USA Network has pulled the plug on “Graceland,” Variety has learned. The action drama, which debuted as a summer series in 2013, will not return for Season 4.
Created by Jeff Eastin, the series followed a group of undercover agents from various law enforcement agencies who live together in a Southern California beach house, known as Graceland. Aaron Tveit starred alongside Daniel Sunjata as a rookie agent who’s assigned to the house right after he graduates from FBI training.
The NBCUniversal cabler show, which hailed from Fox 21 Television studios, also starred Vanessa Ferlito, Manny Montana, Brandon Jay McLaren and Serinda Swan.
Eastin took to Twitter to thank his fans Thursday afternoon, after learning of the cancellation.

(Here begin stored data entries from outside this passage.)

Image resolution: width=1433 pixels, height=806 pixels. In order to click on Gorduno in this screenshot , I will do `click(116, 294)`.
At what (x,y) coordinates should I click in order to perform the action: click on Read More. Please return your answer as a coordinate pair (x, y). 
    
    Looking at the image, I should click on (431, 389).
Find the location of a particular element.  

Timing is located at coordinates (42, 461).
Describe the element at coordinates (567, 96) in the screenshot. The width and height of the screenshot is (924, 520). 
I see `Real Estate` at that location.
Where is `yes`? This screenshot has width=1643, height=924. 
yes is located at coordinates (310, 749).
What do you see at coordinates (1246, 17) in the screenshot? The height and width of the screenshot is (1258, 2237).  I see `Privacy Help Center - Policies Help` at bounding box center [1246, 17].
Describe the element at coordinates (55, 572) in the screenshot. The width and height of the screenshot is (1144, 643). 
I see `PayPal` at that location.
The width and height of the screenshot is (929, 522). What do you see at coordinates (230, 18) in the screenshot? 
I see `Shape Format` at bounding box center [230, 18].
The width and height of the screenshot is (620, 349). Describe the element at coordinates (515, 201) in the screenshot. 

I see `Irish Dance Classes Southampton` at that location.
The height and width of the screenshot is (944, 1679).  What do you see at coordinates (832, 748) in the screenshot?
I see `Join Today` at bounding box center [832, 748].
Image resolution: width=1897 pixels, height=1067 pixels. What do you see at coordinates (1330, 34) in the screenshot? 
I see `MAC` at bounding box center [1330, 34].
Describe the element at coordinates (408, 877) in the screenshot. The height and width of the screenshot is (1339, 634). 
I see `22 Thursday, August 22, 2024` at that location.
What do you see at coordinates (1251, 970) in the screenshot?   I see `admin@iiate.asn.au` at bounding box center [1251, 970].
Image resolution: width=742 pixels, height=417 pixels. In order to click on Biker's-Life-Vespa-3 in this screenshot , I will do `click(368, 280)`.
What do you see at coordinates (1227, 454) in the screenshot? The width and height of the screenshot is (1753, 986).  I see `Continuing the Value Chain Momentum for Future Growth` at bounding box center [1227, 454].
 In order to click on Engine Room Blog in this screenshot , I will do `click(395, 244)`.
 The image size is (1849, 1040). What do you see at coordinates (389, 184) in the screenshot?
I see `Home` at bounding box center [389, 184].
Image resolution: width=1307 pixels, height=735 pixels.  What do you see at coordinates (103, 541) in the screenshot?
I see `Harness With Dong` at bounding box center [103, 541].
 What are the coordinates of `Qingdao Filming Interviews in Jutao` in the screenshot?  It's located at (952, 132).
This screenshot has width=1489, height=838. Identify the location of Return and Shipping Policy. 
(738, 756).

Just got the word, there will be no more #GracelandTV. Thank you to the best cast, crew and fans in television. pic.twitter.com/DylJUIPDx7
— Jeff Eastin (@jeffeastin) October 1, 2015
“Graceland” premiered as one of the top cable dramas of its season with its freshman run averaging 4.3 million viewers. From Season 2 to Season 3, it fell off rather hard, down more than 30% in all categories. For the most recent season, it averaged a 0.55 rating in adults 18-49, a 0.66 rating in adults 25-54 and 1.5 million total viewers, according to Nielsen’s “live-plus 3” estimates.
A source close to the show tells Variety though USA was very pleased with the show creatively, the ratings just didn’t warrant a renewal.
Coming up on USA’s drama slate is the Legendary TV and Universal Cable Productions series “Colony” from Carlton Cuse, and “Queen of the South,” which is a produced by Fox 21 and UCP. USA Network and UCP also have the supernatural project “The Wilding,” a two-hour backdoor pilot from exec producers Tim Kring (“Heroes”) and writer-creator Silka Luisa (“To The Bone”).
The cable net also has ordered five drama pilots, many of which are co-productions with outside studios: “Shooter,” starring Ryan Phillippe, “Poor Richard’s Almanack,” David Goyer’s comic book-inspired “Brooklyn Animal Control,” Gale Anne Hurd’s “Falling Water” and period drama “Paradise Pictures.”
“Graceland” wrapped up its 13-episode third season on Sept. 17.
Rick Kissell contributed to this report.